Petrified wood suggests Old Faithful's regular eruptions went quiet 800 years ago.
YINYANG/ISTOCK.COM By Colin Barras Oct. 12, 2020 , 9:55 AM
Old Faithful, it turns out, wasn’t always so faithful. The geyser, in Wyoming’s Yellowstone National Park, is famous because it blasts hot water tens of meters into the air at regular intervals—every 90 to 94 minutes, on average. Now, geologists examining petrified wood from the park have found evidence that 800 years ago, Old Faithful stopped erupting entirely for several decades, in response to a severe drought. With climate change making drought more common across the western United States, the researchers say a similar shutdown might happen again.
The world’s 1000 or so geysers typically occur in areas that are volcanically active, like Yellowstone. Water percolating down through the ground reaches the boiling point as it approaches the heat of a magma chamber. But because the water is deep underground it is also at a high pressure that prevents it from becoming steam. Eventually, the superheated water becomes hot enough to vaporize, triggering an explosive eruption of water and steam at the geyser’s vent.
Many geysers erupt randomly, but when Henry Washburn and his fellow explorers traveled through Yellowstone in 1870, they noted the regularity of Old Faithful and named it to reflect its predictability.
Shaul Hurwitz, a geologist at the U.S. Geological Survey, and his colleagues wondered whether it was always so dependable. Today, the area around the geyser is barren because vegetation can’t survive the blasts of hot, alkaline water. Back in the 1950s, however, a researcher found chunks of ancient wood near the geyser, mineralized and preserved by Old Faithful’s silica-rich waters. The wood suggested there was a time when trees could grow because there were no eruptions. To investigate, Hurwitz and his colleagues persuaded the National Park Service to let them date 13 such specimens.
“When I submitted the samples for radiocarbon dating I didn’t know whether they would be hundreds or thousands of years old,” Hurwitz says. “It was an ‘aha!’ moment when they all clustered within a hundred-year period in the 13th and 14th centuries.”
Three of the wood fragments were lodgepole pines, still common in Yellowstone today, the team reported on 7 October in Geophysical Research Letters. One specimen—a 2.4-meter-long section of trunk—came from a tree the researchers estimate grew for 80 years, which suggests Old Faithful failed to erupt for almost a century.
The researchers turned to the scientific literature in search of an explanation for the eruption hiatus. They found that all their samples fell at the end of the Medieval Climate Anomaly, a warm and dry period felt across the Northern Hemisphere thought to have been caused, in part, by changes in ocean circulation. It began in 950 C.E. and in the western U.S. was still causing droughts in the late 1200s. The researchers argue a lengthy drought would have starved Old Faithful of the water it needs to erupt, paradoxically allowing some drought-tolerant trees to grow.
Jamie Farrell, a geophysicist at the University of Utah who studies Yellowstone and who wasn’t involved in the study, says the analysis makes sense. “If you have prolonged drought and there isn’t enough water to feed these systems, then features like Old Faithful might sometimes stop erupting,” he says.
Broxton Bird, a geologist at Indiana University–Purdue University, Indianapolis, who specializes in climate change, agrees. He says the Medieval Climate Anomaly was severe enough to make it happen. “Water tables would be getting lower and lower, and right at the end of that Old Faithful shuts down,” he says. The droughts would have made farming in the western U.S. difficult, he adds. This may help explain why the Pueblo dwellings of ancestral Native Americans in the southwest U.S. were abandoned at the time.
Hurwitz and his colleagues say that with climate change making megadroughts more likely across the western U.S., Old Faithful might erupt less frequently in the future–and might even stop altogether.
Maxwell Rudolph, a geophysicist at the University of California, Davis, says that would be tragic for the millions of people who visit Old Faithful. “The extinction of this natural treasure would be a profound loss.”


• _What the task requires_: Print, from the listing below, the lines starting at the line containing "Task: Click on" and ending at the line containing "This screenshot has height=326, width=734.", exactly as they stand, and print nothing else.

• _Entries provided_:
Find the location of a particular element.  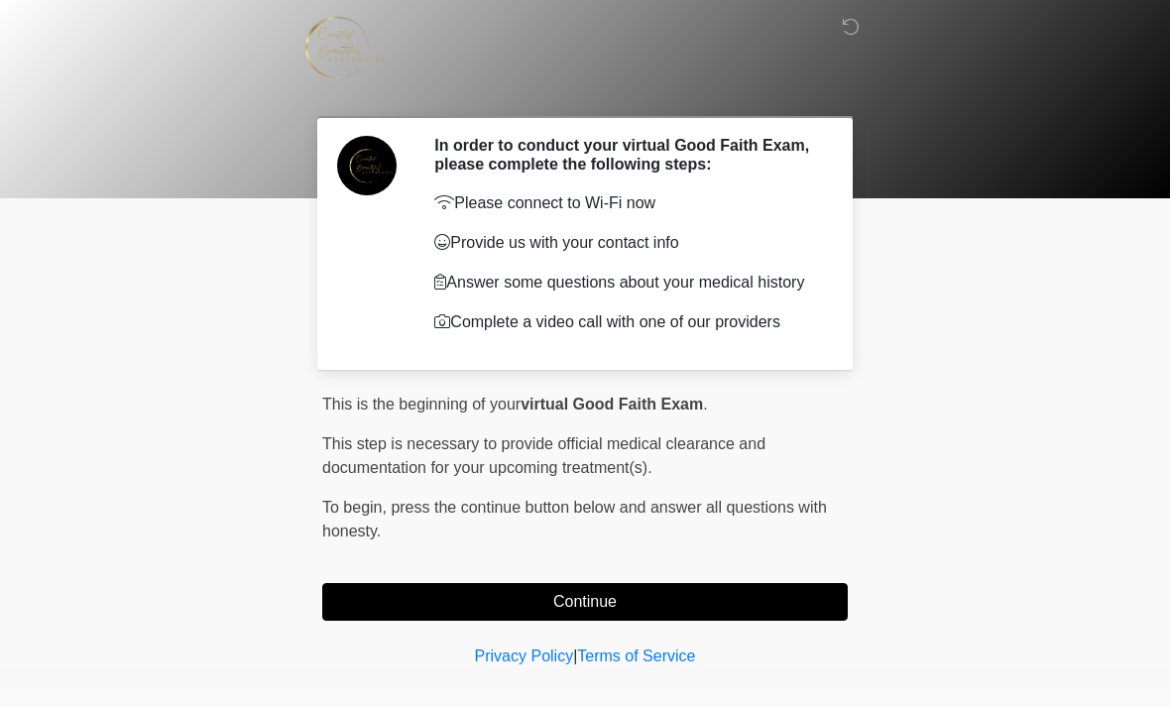

img: Agent Avatar is located at coordinates (367, 166).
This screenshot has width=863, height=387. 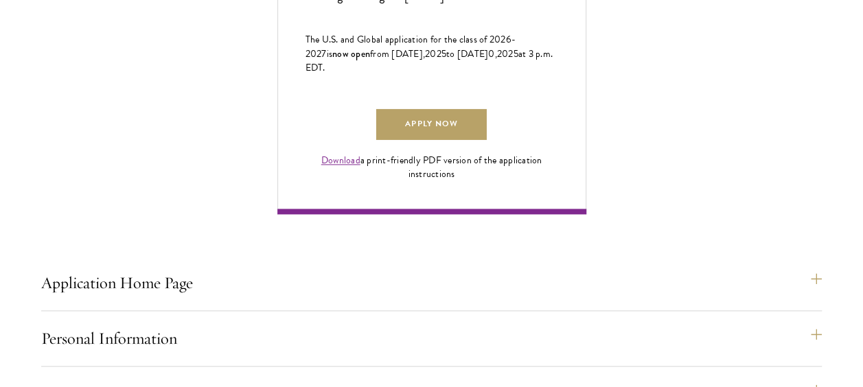 I want to click on span: The U.S. and Global application for the class of 202, so click(x=406, y=39).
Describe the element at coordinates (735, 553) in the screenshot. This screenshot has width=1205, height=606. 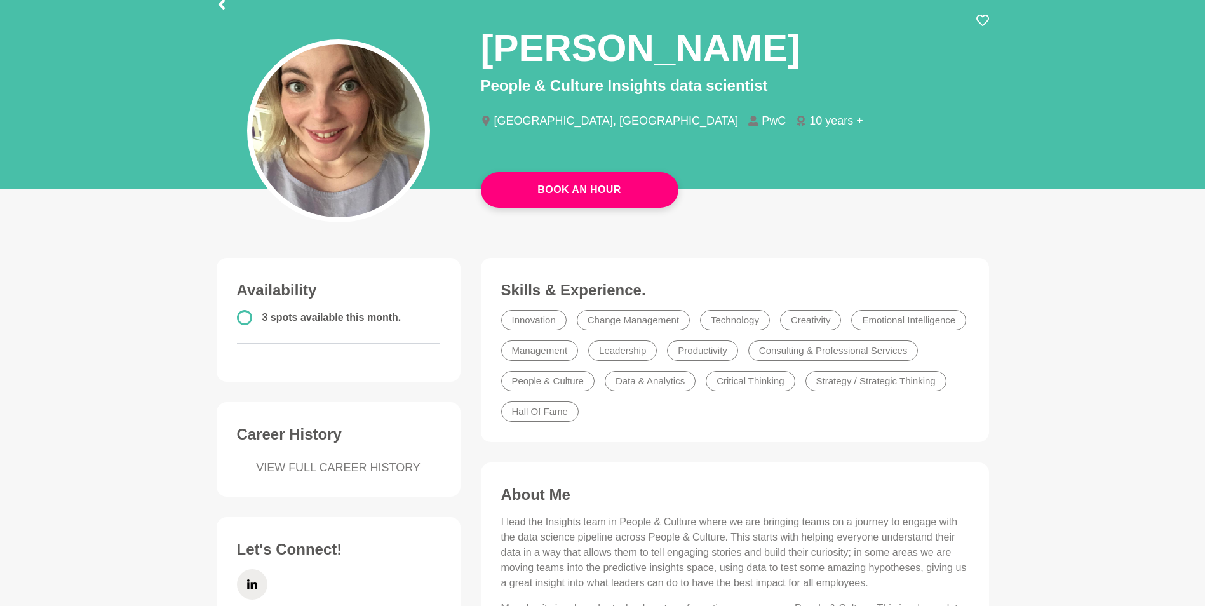
I see `p: I lead the Insights team in People & Culture where we are bringing teams on a journey to engage w...` at that location.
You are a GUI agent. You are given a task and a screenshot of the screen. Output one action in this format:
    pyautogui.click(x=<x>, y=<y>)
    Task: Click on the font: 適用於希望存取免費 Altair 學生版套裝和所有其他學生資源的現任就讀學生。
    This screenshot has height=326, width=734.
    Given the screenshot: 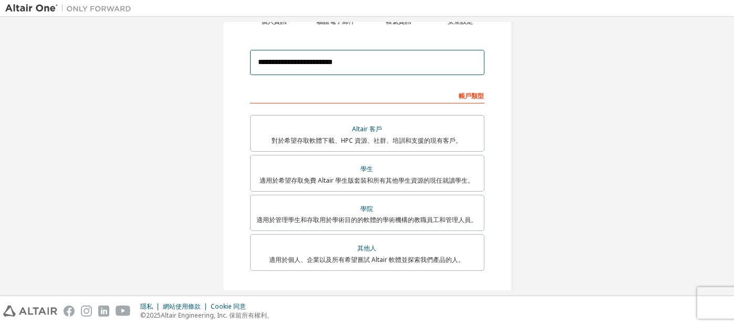 What is the action you would take?
    pyautogui.click(x=367, y=180)
    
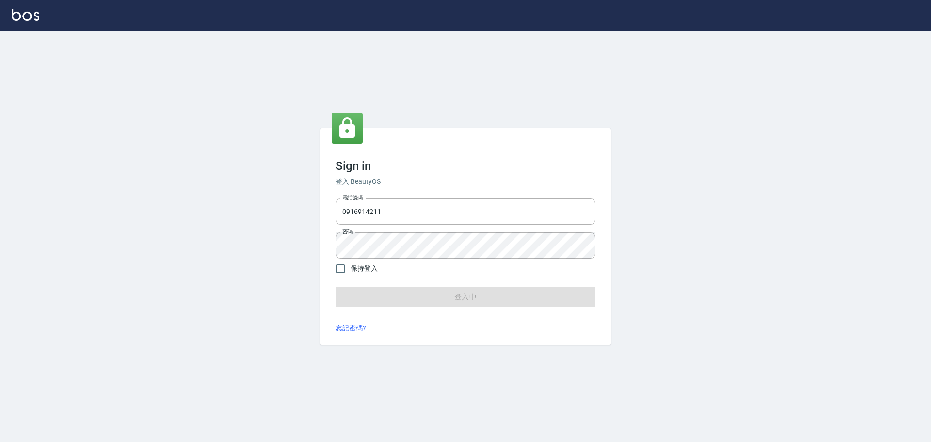 This screenshot has width=931, height=442. What do you see at coordinates (347, 231) in the screenshot?
I see `label: 密碼` at bounding box center [347, 231].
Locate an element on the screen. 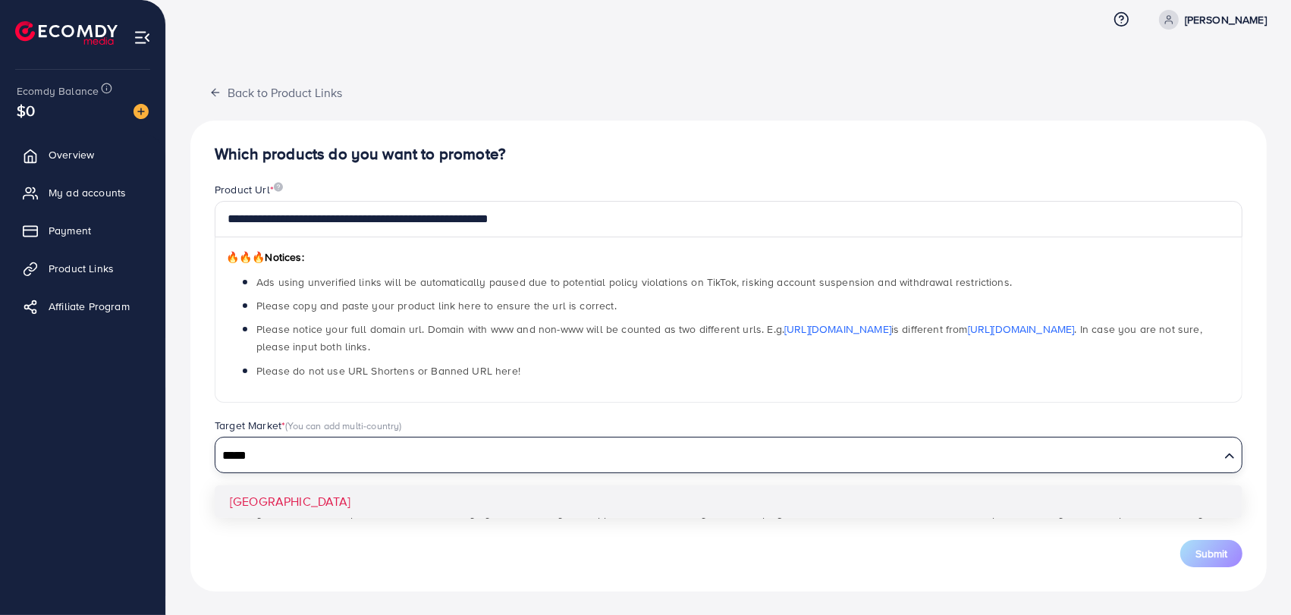  a: Overview is located at coordinates (83, 155).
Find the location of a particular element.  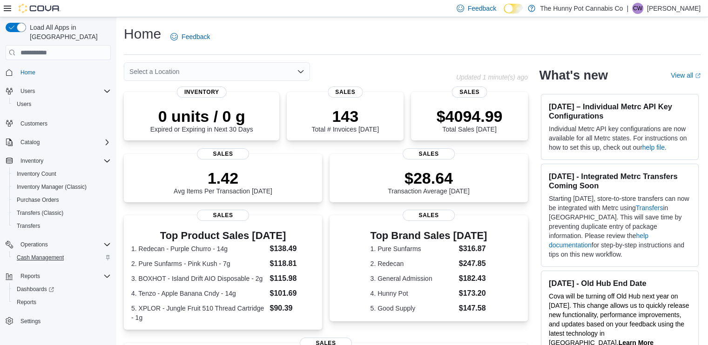

span: CW is located at coordinates (637, 8).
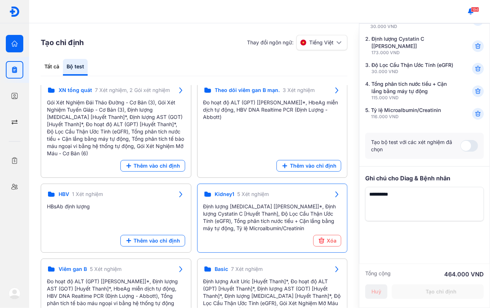 This screenshot has width=490, height=308. What do you see at coordinates (73, 269) in the screenshot?
I see `span: Viêm gan B` at bounding box center [73, 269].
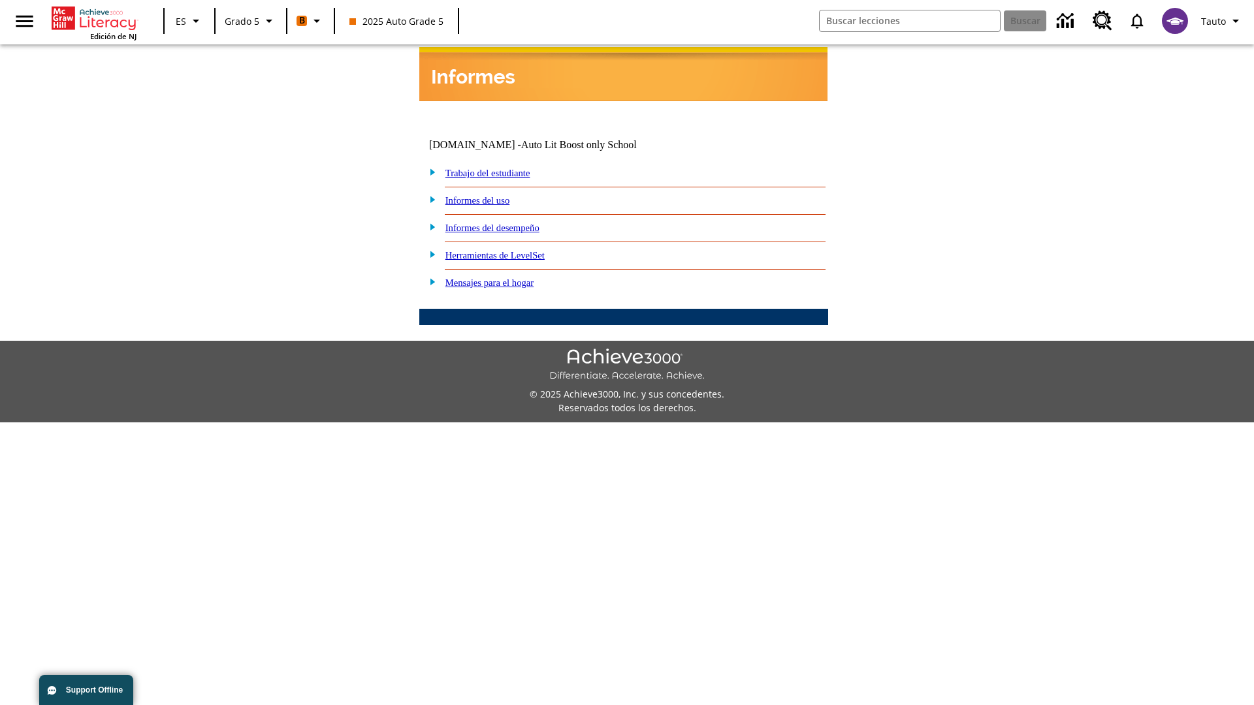 The image size is (1254, 705). What do you see at coordinates (181, 21) in the screenshot?
I see `span: ES` at bounding box center [181, 21].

• _Result of the task_:
    Task: Click on the font: 適用於希望存取免費 Altair 學生版套裝和所有其他學生資源的現任就讀學生。
    This screenshot has height=326, width=734.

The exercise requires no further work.